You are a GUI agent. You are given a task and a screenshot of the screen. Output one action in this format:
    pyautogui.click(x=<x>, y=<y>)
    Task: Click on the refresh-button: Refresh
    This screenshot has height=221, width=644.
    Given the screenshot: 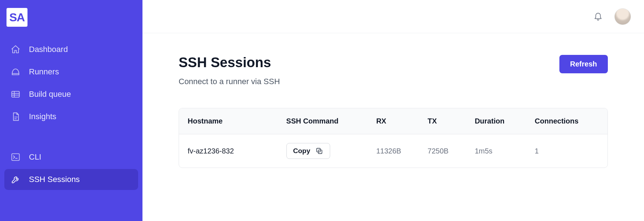 What is the action you would take?
    pyautogui.click(x=584, y=64)
    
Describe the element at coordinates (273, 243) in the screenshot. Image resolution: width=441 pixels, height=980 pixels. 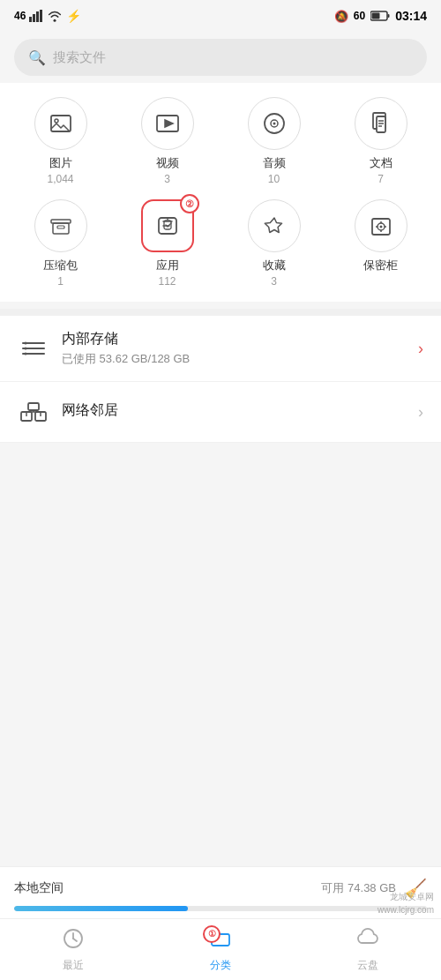
I see `category-favorites: 收藏 3` at that location.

What is expected: No pictures belong in the copy. Retype exactly, and only, the lines from the line containing "Describe the element" through the last line of the data, both included.

Result:
Describe the element at coordinates (273, 243) in the screenshot. Image resolution: width=441 pixels, height=980 pixels. 
I see `category-favorites: 收藏 3` at that location.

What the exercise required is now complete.